Why would you assume she was gay, if it wasn’t obvious from the shirt?
Edit: possible i misread, and we’re actually agreeing. Didn’t realize you weren’t the person being responded to.
Why would you assume she was gay, if it wasn’t obvious from the shirt?
Edit: possible i misread, and we’re actually agreeing. Didn’t realize you weren’t the person being responded to.
To close to possible. The troubleshooting should have been plugging the USB cable in to get the mouse working, and the new problem was her toaster not working a week later.
Awesome, totally sidestepped any processing i had to catch the meaning, but always appreciate a multi layer Linux reference :)
I mean from their perspective, they would call the ‘base’ we use ‘22’. Unless I’m missing the joke in there about a calculator?
Not sure if fruit trees would pass the “use daily” criteria, at least not in the generally acceptable sense.
I have a workshop that was converted from a barn quite a long time before I was born.
Yes, but it can only handle up to two syllable words, 5 the grade level vocab and it only follows the first 3 words of your prompt and fills in the rest with narcissistic mad-libs.
Maybe it’s not a being, maybe you have some generic abnormality that can be exploited somehow. Bonus points if the abnormality is regeneration.
Well, it might be a ‘software design issue’, but it’s really more of a branching point that was made long ago and reflects the world we live in. It could be fixed, but the point is that error messages are often not logged but people tend to act like they must be, and that their vague description of an issue should be enough to track it down like ‘something flashed on my screen last week’.
Hell people can’t even describe useful parts of an error that’s correctly happening…‘it’s not doing ANYTHING!’ can often mean anything from not booting, to the mouse not moving, to ‘it’s working perfectly but icons are snapping into place instead of staying exactly where I’m dragging them’.
Jesus, yeah, rename anything bordering anyplace with teeth and see where that gets us!
Well, ‘proven wrong’ is a bit of a stretch. ‘will soon block screen capture’ doesn’t leave a lot of wiggle room, but also isn’t that crazy to read into it that maybe it would block screen capture on the presenters screen… especially if you grant that it might only have control over the teams portion of the screen. I’ve had it black out windows on my own machine even when not presenting.
But further than that, it’s not fair to say everything has to be read only from the most or the least charitable viewpoints. Context is a thing and if you’re even a little bit familiar with the history of software enshittification, it’s reasonable to assume that an uncharitable reading is fair without assuming the app will now melt your computer for spare parts if you try something that is disallowed. ‘As shitty as we can get away with’ might be a good rule of thumb.

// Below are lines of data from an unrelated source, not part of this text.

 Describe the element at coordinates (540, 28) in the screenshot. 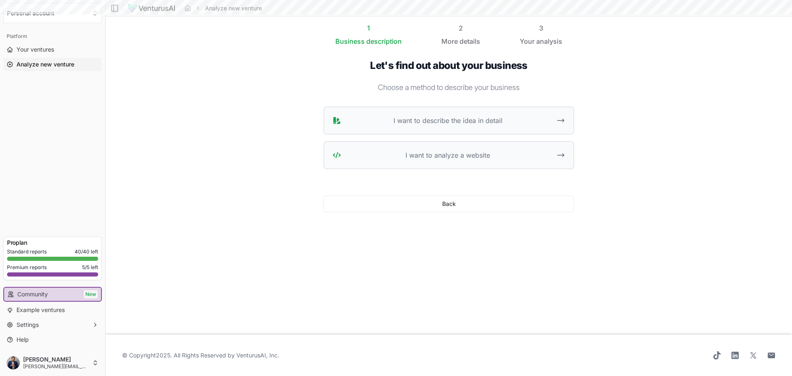

I see `div: 3` at that location.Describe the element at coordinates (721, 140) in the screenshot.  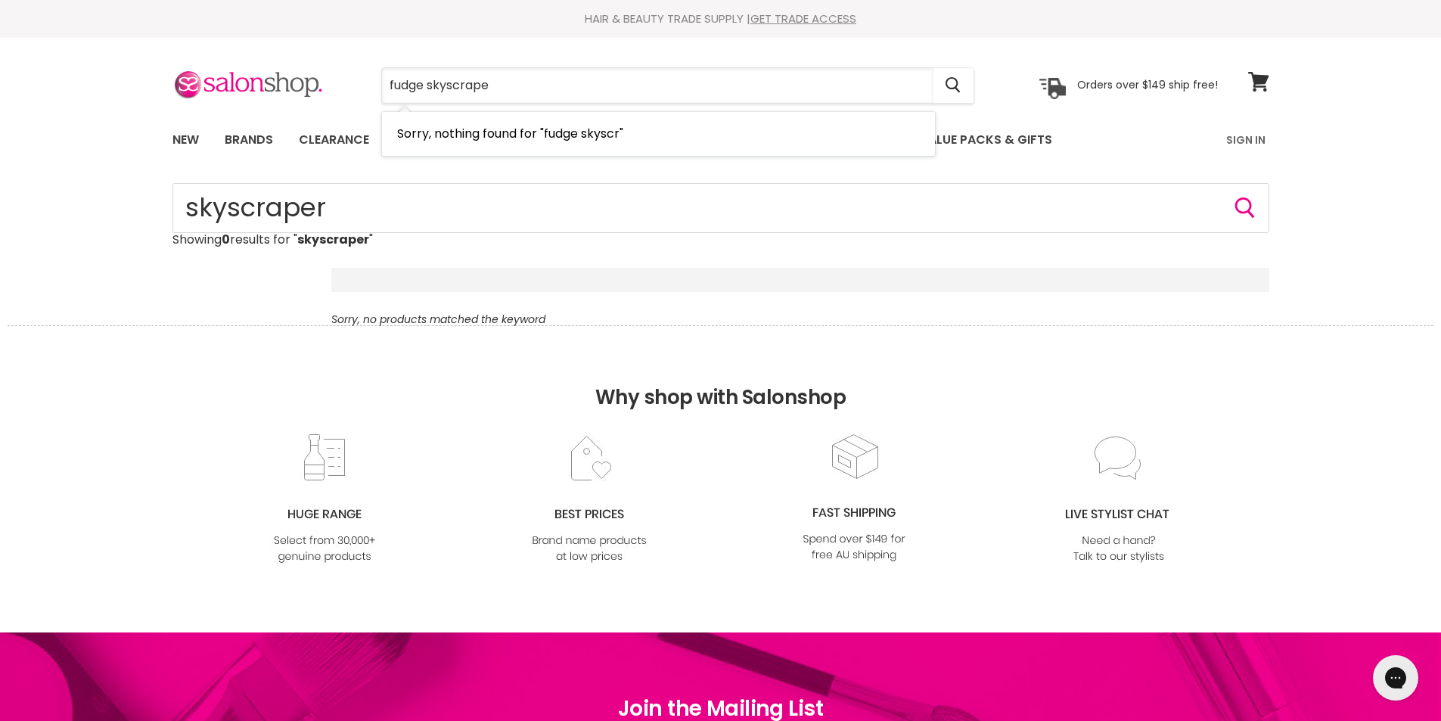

Dumbest thing about the entire thing is that naming it the Gulf of ‘anything’ basically highlights the perspective it was named from. Naming it the Gulf of Mexico highlights it in reference to the US, basically intrinsically identifying it as an American gulf, and specifying it as ‘the one near Mexico’. By Trumps logic we should name every gulf that touches the US ‘Gulf of American’. He’s so arrogant that he can’t even see anything past his very first instinct. Like if you said ‘the part of my yard next to Fred’s yard’ and Trump came in and said you should rename it ‘the part of my yard next to my house’….that’s what Fred should call it, and it references Fred as being more important in the equation.
That’s a charitable reading, and likely justified by the article, but based only on the phrasing, it’s just as likely to read that as assuming Microsoft will block all content in order to ensure the safety of sensitive data. Sniff tests have to be adapted when things tend to stink in general, or companies regularly try to cover up their smell.
So what is a first or a 2:1?
What specific phase is it? I know you mention there is ambiguity, but is it something before asking someone on a serious date? Is it after a few dates and deciding if things are serious?
I think all I was saying is that you can’t give advice like ‘don’t pussyfoot around, just answer the question’ when a big part of the topic is ‘what does this question mean?’
That really assumes the person being asked has some idea what the talking phase is. You literally cannot clearly answer a question that doesn’t make sense. Is ‘talking’ a positive thing? An ‘only friends’ reference? Coming back from an argument?
That is arguably worse
Honestly judge, that’s were I had all the evidence that I’m not corrupt and stuff…
Well, in case you were being serious, the point i was responding to was the ‘if it’s obvious to everyone that she’s gay, then wearing a shirt with a shirt boating about it is somehow a little cringe’.
My point was both that just because someone looks stereotypically gay doesn’t mean they are, so it’s fair to wear a shirt proudly admitting it, even if it is a little over the top. The earlier comment about it being similar to sometimes Uncle wearing a shirt offering ‘mustache rides’ is completely off the mark since that is more of a crude case of a man trying to either boat about his manliness, or defect implications that he’s gay.
These shirts are basically leaning into the ‘f-you, this is who i am’, unless they were specifically wearing them to a lesbian meet up hoping to impress other girls with the words on their shirt. If that were the case then it would match almost exactly to the mustache rides example.